It’s maybe happened to you.

You’re at work, in class — in a room where you’re the only person of color.

Someone makes a racist joke or comment, and everyone starts laughing.

What do you do?

Do you laugh along with everyone else, so you’ll fit it? Do you call them out on their foolishness? Or do you just ignore them, letting their words slide to the wayside?

Student athlete Jasmine Orsted faced exactly that conundrum when she tried to earn a spot on Mary Washington’s basketball team. 

A talented player all her life, Orsted worked her way up through Virginia’s youth leagues, and spent a year dominating the court at Northern Virginia Community College before making the jump to Mary Washington.

She liked that the school was close to her parents; she planned to save money by living at home, and looked forward to seeing her mother and father in the stands during home games.

But in the pre-season, as Orsted worked hard to earn a spot on the team, she found her teammates comments and jokes to be unacceptable and hurtful. 

The Washington Post reports that one white player wondered to the team “why black people name their kids the way they do.” Another white player was quick to respond that she “never had to worry about that,” seeing as her high school “wasn’t in the ghetto.”

Orsted says when she heard things like this, she “was astounded. I couldn’t believe that somebody would actually say that, especially in the presence of somebody that’s black.”

Things soon took a personal turn when Orsted’s teammates began to question her about her ancestry. “So you have a white dad who married a black woman and they had a baby together?” one player asked Orsted.

As she struggled to respond, Orsted said, “They just all fell on the ground laughing. And I’m standing there like — this is 2014 at the time, that’s not something unheard of, I don’t understand how it could be funny.”

Orsted went to her coach, Deena Applebury, for some support. Her mother suggested that she record her meeting with Applebury, and she did. 

After asking the coach to address the racial comments, Applebury can be heard on the recording saying, “When you have, you know, a group versus one person, I kind of have to go with the group because it’s a team sport, for right, wrong or otherwise.”

In the same meeting — two weeks before tryouts for the main season — Applebury told Orsted not to bother trying out, seeing as she wasn’t “really bonding with the kids.”

After being barred from trying out, Orsted and her family sued Mary Washington. As the suit unfolded, more racial issues came to light, including similar troubles on the men’s basketball team, and allegations of a school administrator saying that comments such as those Orsted heard ought to be taken as a “compliment.”

In the end, Orsted and her family settled out of court for $160,000, and Mary Washington did not have to admit any wrongdoing.

Orsted now plays for Bowie State University, and said, “I just want anybody else who goes through this to know that they have to believe in themselves and not let anybody make them think that they’re being too sensitive, that they’re the issue.” 

To those that are facing similar difficulties, Orsted says to stand up, and to never “let the bullies win.”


Problem details: Find the lines below that contain the string "hidden". Copy each one.

Excerpted data:
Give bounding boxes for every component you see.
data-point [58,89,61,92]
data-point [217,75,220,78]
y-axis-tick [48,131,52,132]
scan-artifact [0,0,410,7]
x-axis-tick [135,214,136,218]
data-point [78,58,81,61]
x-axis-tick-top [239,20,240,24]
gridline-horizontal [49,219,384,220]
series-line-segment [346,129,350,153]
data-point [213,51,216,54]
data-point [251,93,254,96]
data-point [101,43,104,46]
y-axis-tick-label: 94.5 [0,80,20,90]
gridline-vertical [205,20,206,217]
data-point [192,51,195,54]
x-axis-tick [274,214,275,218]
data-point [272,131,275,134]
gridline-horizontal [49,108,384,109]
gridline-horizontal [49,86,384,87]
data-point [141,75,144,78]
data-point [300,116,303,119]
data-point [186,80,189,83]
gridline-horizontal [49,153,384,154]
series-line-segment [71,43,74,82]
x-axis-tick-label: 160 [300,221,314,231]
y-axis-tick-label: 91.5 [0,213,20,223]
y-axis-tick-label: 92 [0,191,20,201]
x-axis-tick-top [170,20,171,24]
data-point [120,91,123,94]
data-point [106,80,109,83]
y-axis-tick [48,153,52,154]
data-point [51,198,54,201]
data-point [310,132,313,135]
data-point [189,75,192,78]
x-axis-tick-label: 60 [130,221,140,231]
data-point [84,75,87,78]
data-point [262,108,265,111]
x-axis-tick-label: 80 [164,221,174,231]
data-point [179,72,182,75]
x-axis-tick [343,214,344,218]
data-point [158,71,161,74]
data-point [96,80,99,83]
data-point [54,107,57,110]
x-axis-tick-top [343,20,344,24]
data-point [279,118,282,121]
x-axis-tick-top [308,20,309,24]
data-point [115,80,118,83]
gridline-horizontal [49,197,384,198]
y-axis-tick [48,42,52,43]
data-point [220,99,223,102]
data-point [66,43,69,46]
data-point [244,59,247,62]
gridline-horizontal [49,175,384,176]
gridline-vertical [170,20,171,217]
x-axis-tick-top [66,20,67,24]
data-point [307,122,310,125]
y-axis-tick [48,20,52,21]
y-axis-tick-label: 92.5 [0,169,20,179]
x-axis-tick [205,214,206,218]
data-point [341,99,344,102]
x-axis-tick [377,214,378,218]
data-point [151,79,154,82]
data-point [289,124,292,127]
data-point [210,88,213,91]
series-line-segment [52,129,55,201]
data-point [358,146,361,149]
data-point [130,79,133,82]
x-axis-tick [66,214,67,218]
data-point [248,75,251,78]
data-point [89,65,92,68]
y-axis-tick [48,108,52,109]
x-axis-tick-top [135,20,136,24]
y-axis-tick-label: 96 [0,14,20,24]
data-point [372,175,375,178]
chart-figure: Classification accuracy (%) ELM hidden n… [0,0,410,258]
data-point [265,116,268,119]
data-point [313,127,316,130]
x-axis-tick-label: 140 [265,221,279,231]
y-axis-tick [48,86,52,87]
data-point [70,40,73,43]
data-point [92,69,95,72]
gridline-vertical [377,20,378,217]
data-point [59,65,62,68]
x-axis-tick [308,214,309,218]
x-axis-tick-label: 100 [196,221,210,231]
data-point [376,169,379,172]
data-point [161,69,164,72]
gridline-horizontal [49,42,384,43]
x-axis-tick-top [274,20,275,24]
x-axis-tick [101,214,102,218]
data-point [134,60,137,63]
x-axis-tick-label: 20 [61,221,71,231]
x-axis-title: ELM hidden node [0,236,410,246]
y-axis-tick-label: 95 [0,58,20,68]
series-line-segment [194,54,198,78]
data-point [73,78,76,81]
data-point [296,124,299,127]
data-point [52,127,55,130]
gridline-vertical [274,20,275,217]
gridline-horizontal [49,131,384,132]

Task output:
chart-figure: Classification accuracy (%) ELM hidden n… [0,0,410,258]
x-axis-title: ELM hidden node [0,236,410,246]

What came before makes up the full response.